======== Records
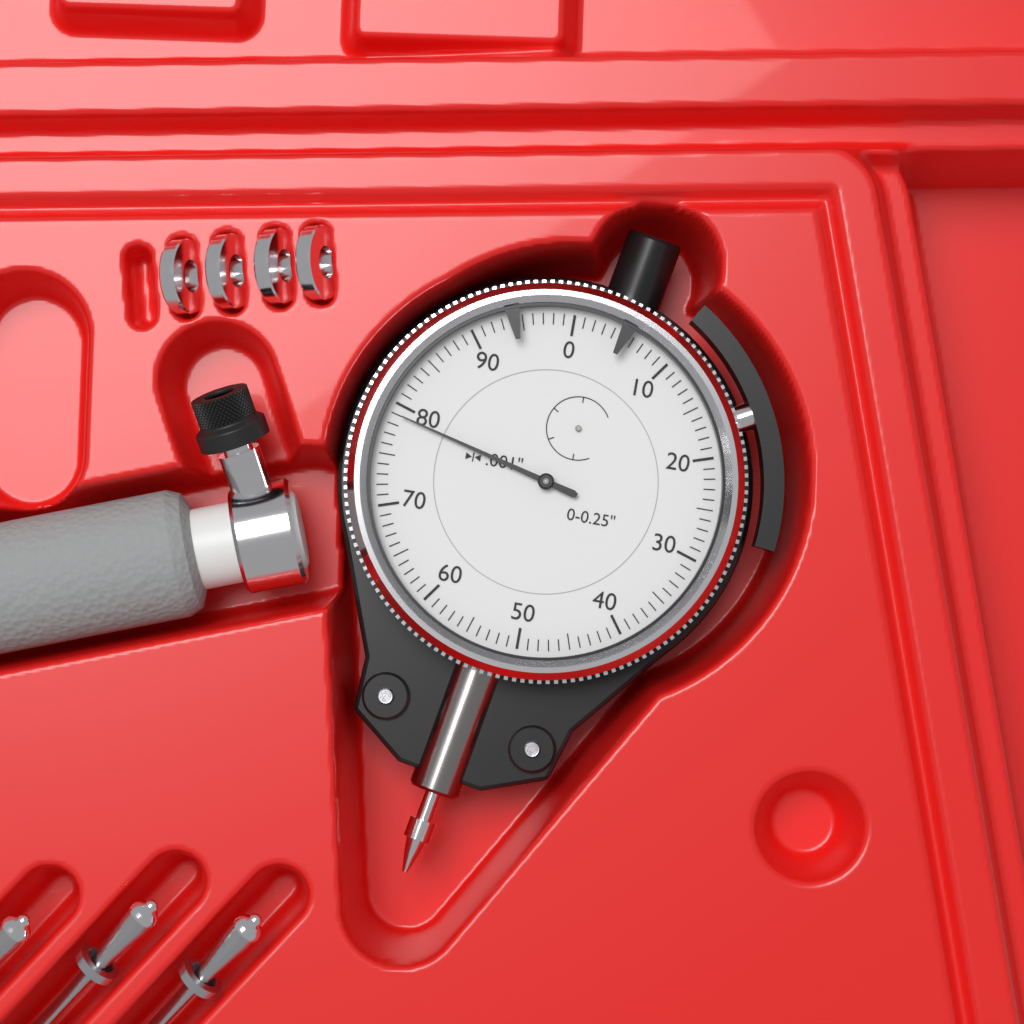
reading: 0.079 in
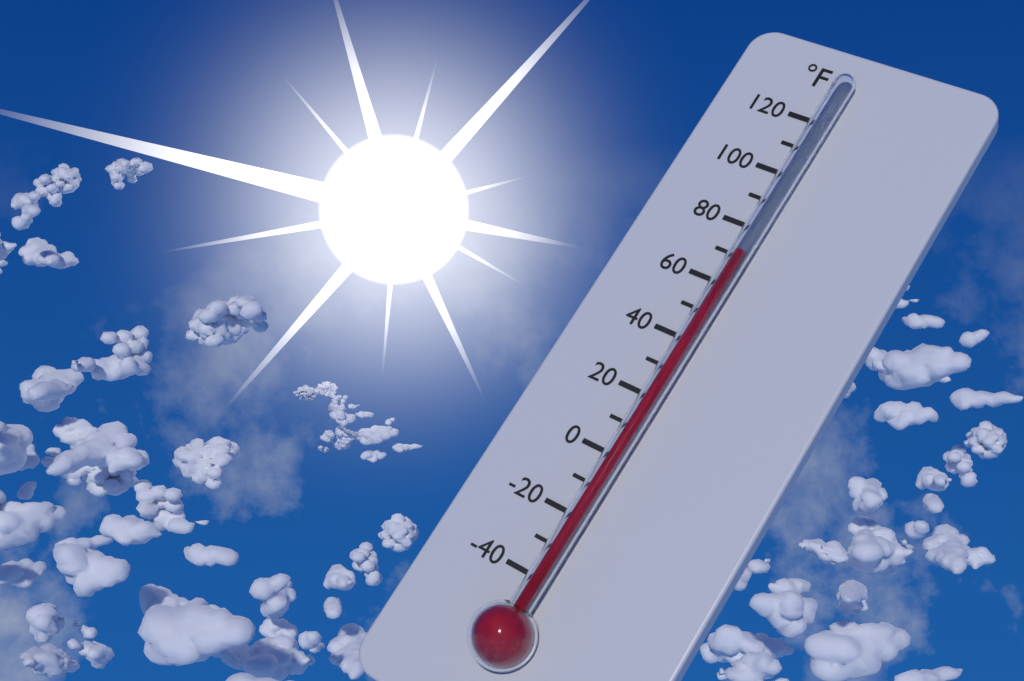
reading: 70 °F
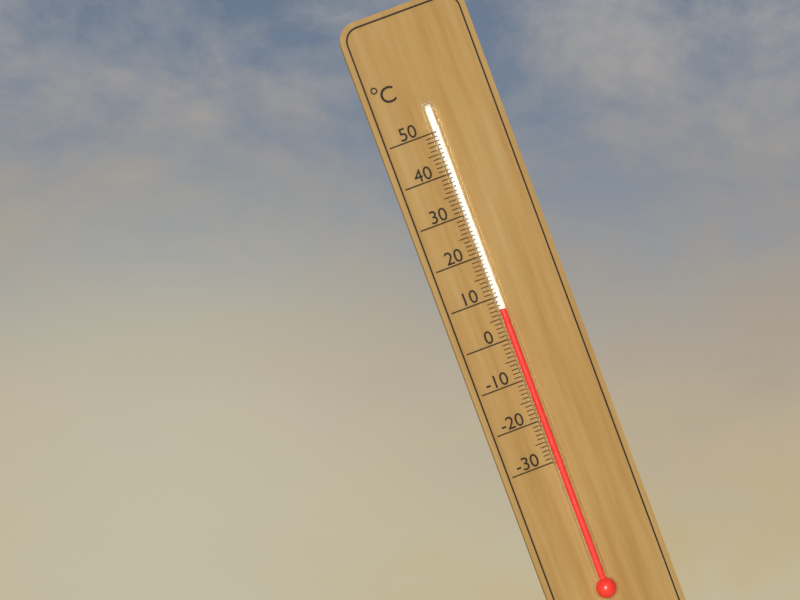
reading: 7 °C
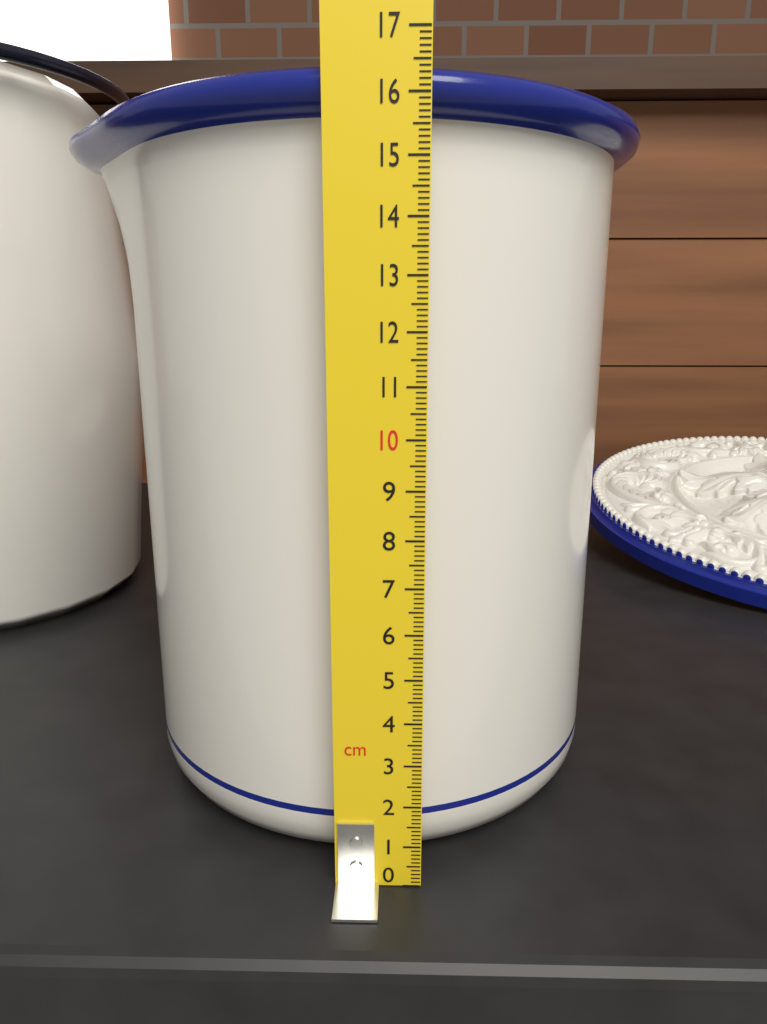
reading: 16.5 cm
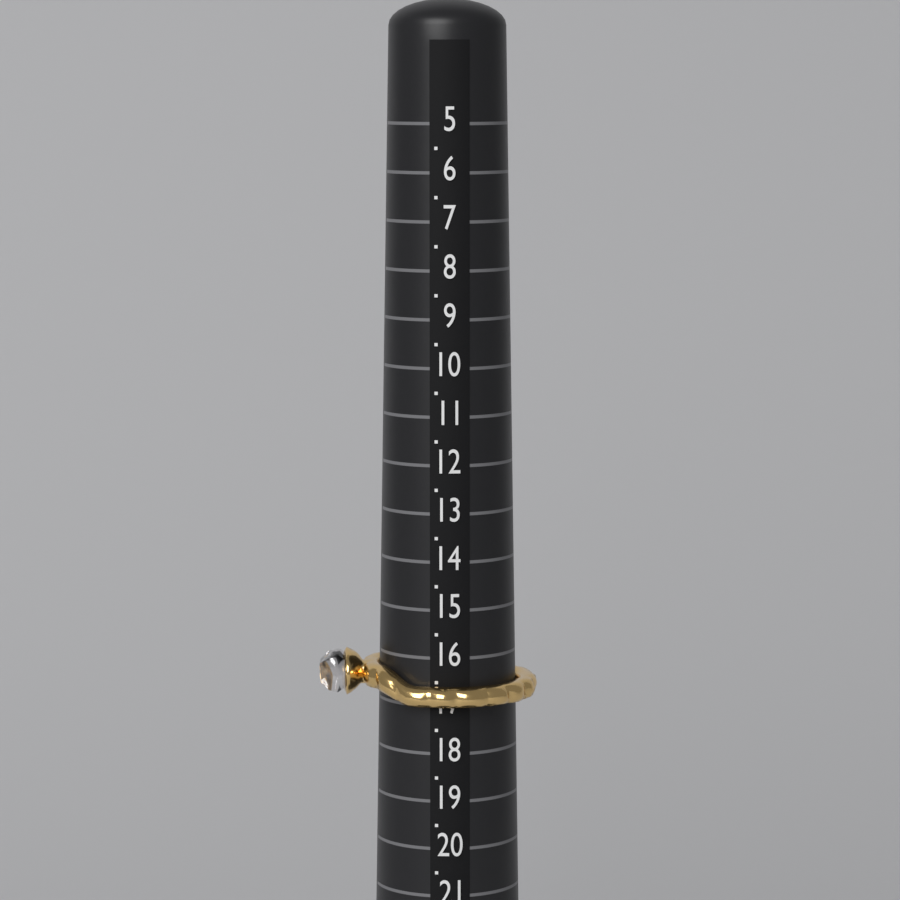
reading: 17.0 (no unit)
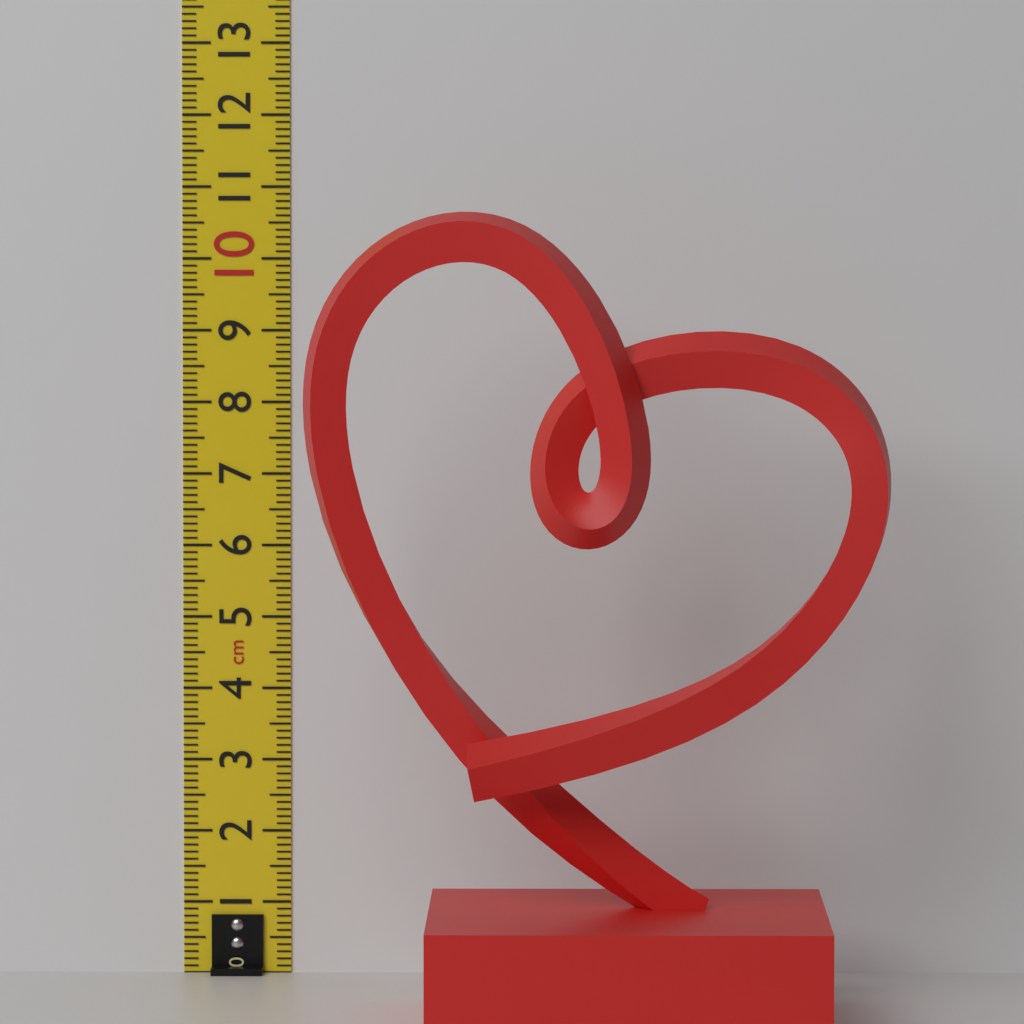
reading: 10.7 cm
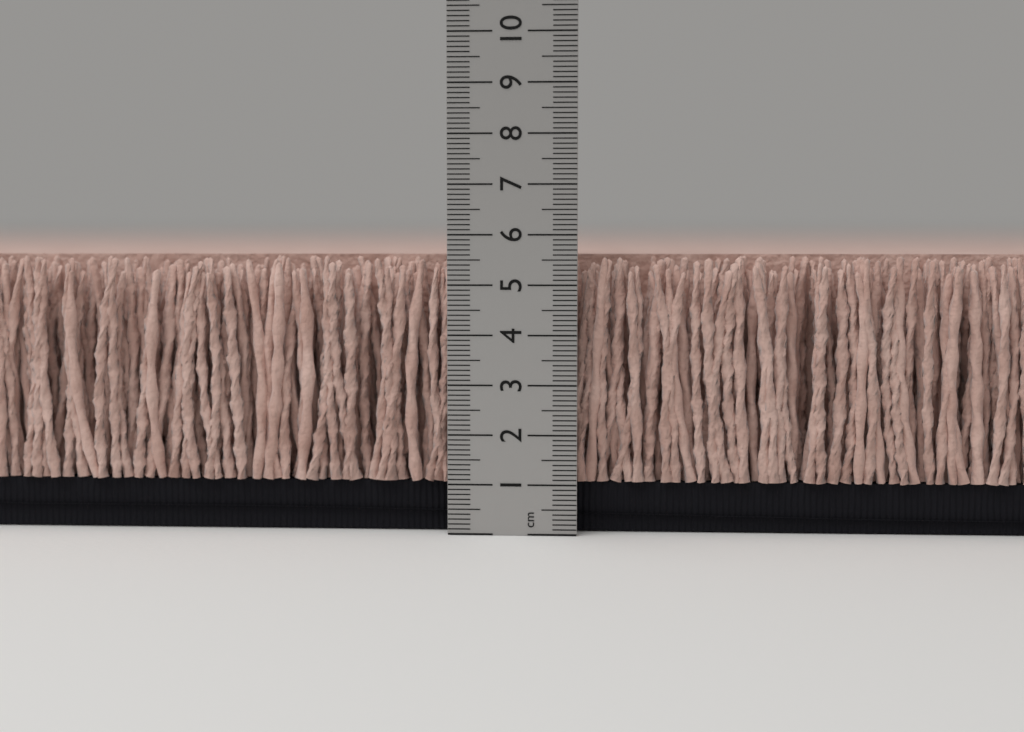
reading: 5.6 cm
================
### [Aim of the exercise]
Produce an exact copy of the lines from the line with "reading: 70 °F" through the last line of the data above, both ends included. No pictures belong in it.

### [Solution to this problem]
reading: 70 °F
reading: 7 °C
reading: 16.5 cm
reading: 17.0 (no unit)
reading: 10.7 cm
reading: 5.6 cm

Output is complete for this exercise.